Description
Creator
Francis Towne (1739 - 1816)
Title(s)
  • Wenlock Priory
  • Wenlock Nunnery in Shropshire
  • Wenlock Nunnery
Date
ca. 1780
Medium
Pen and ink, watercolour
Dimensions
  • image width 216mm,
  • image length 276mm
Mount
mounted by the artist
Inscription
  • sheet, recto, lower right
  • “F Towne delt / No.4 1777”
Inscription
  • artist's mount, verso
  • “Wenlock Nunnery drawn on the spot, Saville House, No.5 Leicester Square
  • signed, inscribed, and indistinctly dated
Object Type
Watercolour

Catalogue Number
FT069
Description Sources
Leger records; Christie’s records (image)

Provenance

Bequeathed by the artist in 1816 to James White of Exeter (1744–1825), on whose death it passed to Towne’s residuary legatee John Herman Merivale (1779–1844) and his successors. Merivale’s granddaughters Misses Maria Sophia Merivale (1853–1928) and Judith Ann Merivale (1860–1945), both of Oxford, inherited the drawing in May 1915 (BP101). It was probably given or sold to their cousin Bernard Merivale (see also FT069), as he sold it to Agnew’s (no.2783) in October 1938 for £8. On 2 April 1940 Agnew’s sold it for £15 15s. to Professor Geoffrey Emett Blackman of Oxford University (1903–1980). It was sold at Christie’s on 5 March 1974, lot 88, where it was bought by Leger Galleries, whereafter it is untraced.

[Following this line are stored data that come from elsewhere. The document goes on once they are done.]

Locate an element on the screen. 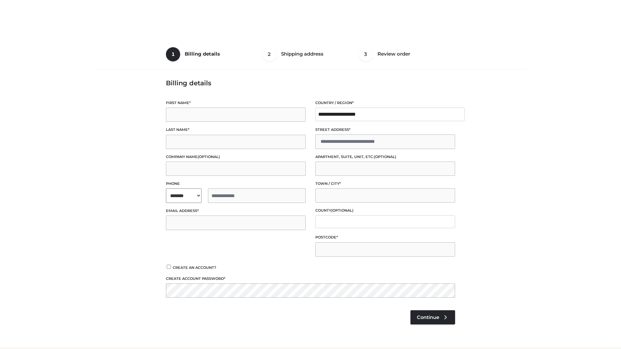 The width and height of the screenshot is (621, 349). label: County is located at coordinates (385, 210).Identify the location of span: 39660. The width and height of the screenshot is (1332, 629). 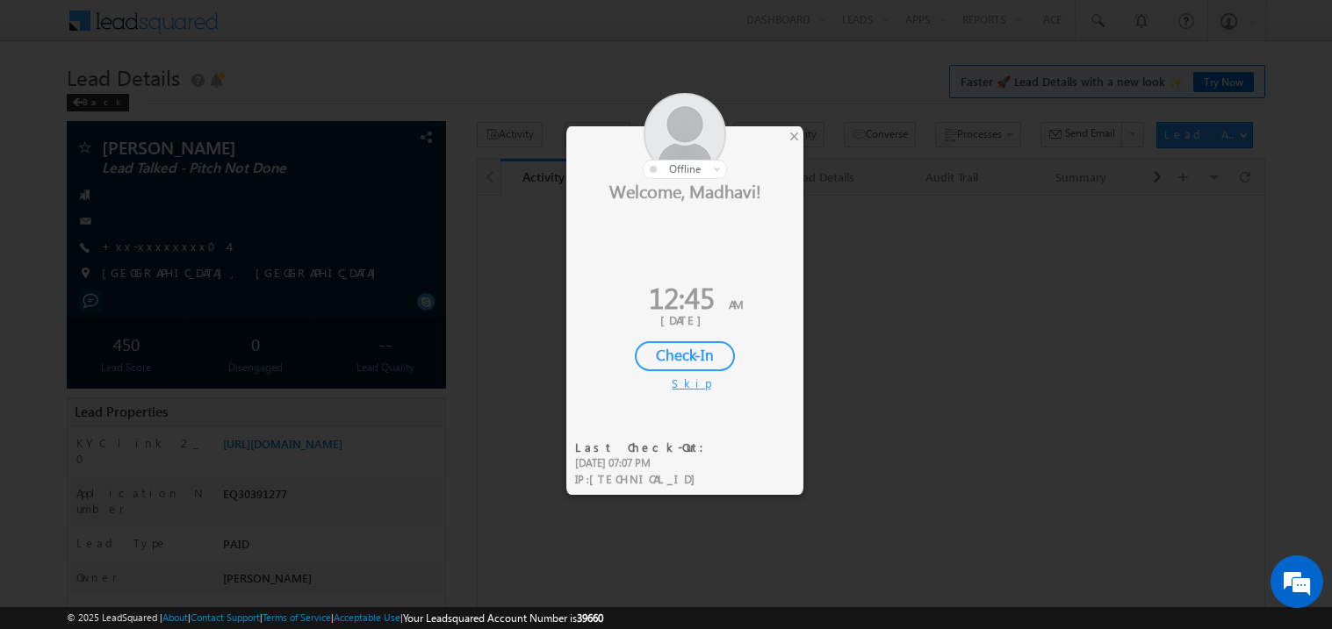
(590, 618).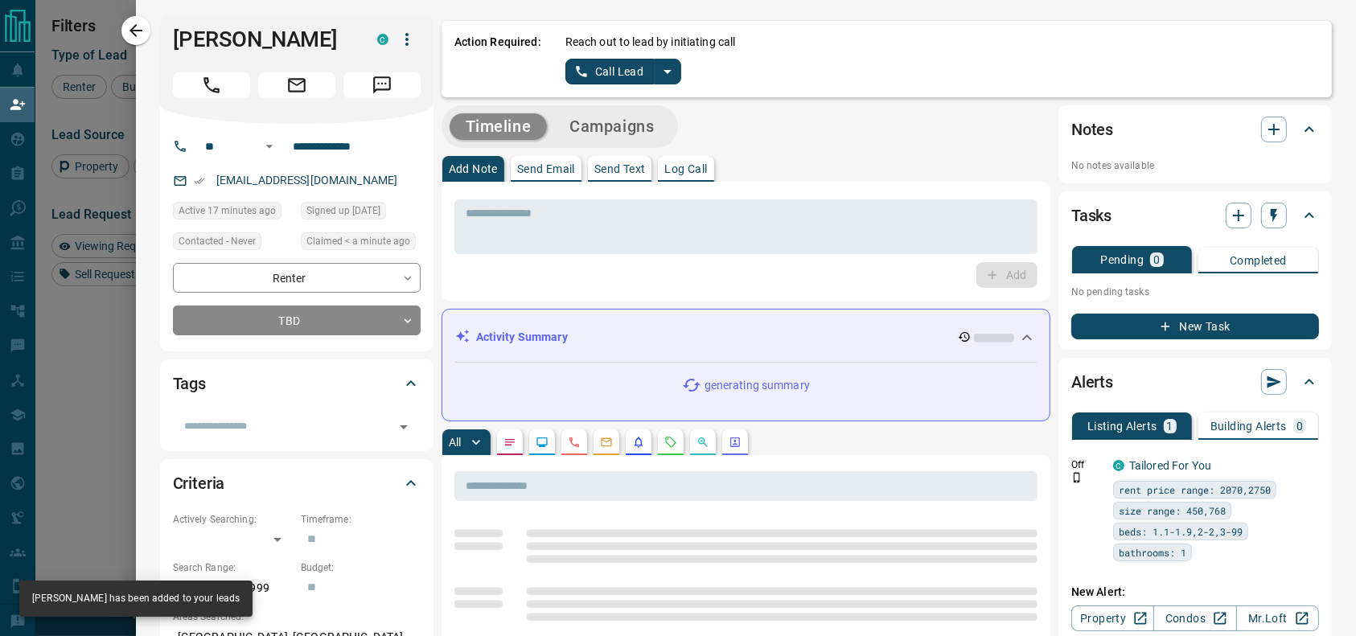 Image resolution: width=1356 pixels, height=636 pixels. Describe the element at coordinates (510, 442) in the screenshot. I see `svg: Notes` at that location.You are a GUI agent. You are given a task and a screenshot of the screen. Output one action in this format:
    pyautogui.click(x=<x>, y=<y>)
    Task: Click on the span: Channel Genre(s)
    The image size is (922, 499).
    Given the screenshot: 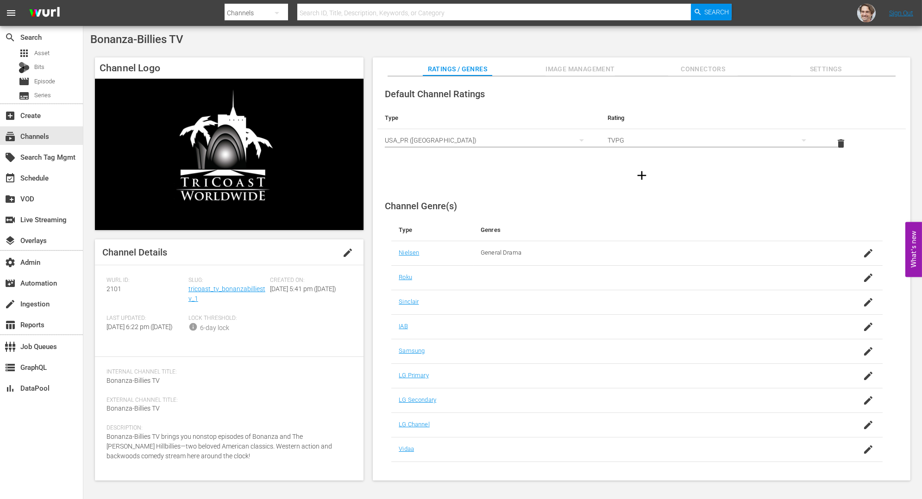 What is the action you would take?
    pyautogui.click(x=421, y=206)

Associated People & Organisations

Untraced
Leger Galleries, London, 5 March 1974
Christie's, London, London, 5 March 1974, lot 88
Professor Geoffrey Emett Blackman (1903 - 1980), Oxford, 2 April 1940, GBP 15.15s
Thomas Agnew & Sons, London, October 1938, GBP 8, no.2783
Judith Ann Merivale (1860 - 1945), Oxford, May 1915, BP101
Maria Sophia Merivale (1853 - 1928), Oxford, May 1915, BP101
John Herman Merivale (1779 - 1844), 1825
James White (1744 - 1825), Exeter, 1816
Exhibition History
[?] Exhibition of Original Drawings at the Gallery, No.20 Lower Brook Street, Grosvenor Square, 20 Lower Brook Street, 1805, no. 22 or 23 as 'Wenlock Nunnery in Shropshire'
[?] Annual Exhibition of Water-Colour & Pencil Drawings, Thomas Agnew & Sons, 1936, no. 77
[?] 66th Annual Exhibition of Water Colour and Pencil Drawings, Thomas Agnew & Sons, 1939, no. 146
67th Annual Exhibition of Water-Colour and Pencil Drawings, Thomas Agnew & Sons, 1940, no. 127 or 131

Comment

1779, engraving

The twelfth- and thirteenth-century ruins of the Cluniac Wenlock Priory are close to Much Wenlock in Shropshire, a little further on from Bridgnorth (FT066) on the road to Shrewsbury. Three other drawings of the priory are known (FT070, FT070a, FT396), one of which is a version of this drawing, dated 1783. Paul Sandby’s treatment of this view shows the interest of topographers in Wenlock Priory.1 However, whereas Sandby has depicted the abbey ruin by itself, Towne took a different approach. By featuring the extant church of Wenlock—bathed in light—as a counterpoint to the shadowy ruin, Towne has made his view a statement of the past and the present, inviting a reading of the picture’s two halves as the ruin of Catholic absolutism and, by contrast, the triumph of the Protestant faith. The patron of Wenlock church was Sir Watkins Williams Wynn, North Wales’s largest landowner and client of Sandby and Richard Wilson.

Paul Oppé noted that BP100 and BP101—Bridgnorth and Wenlock—were not available for him to study when he made his notes of the drawings in the possession of the Misses Merivale in ca. 1915.

by Richard Stephens

Footnotes

  1. 1 After Paul Sandby, Wenlock Priory, 1779 (Witt Library).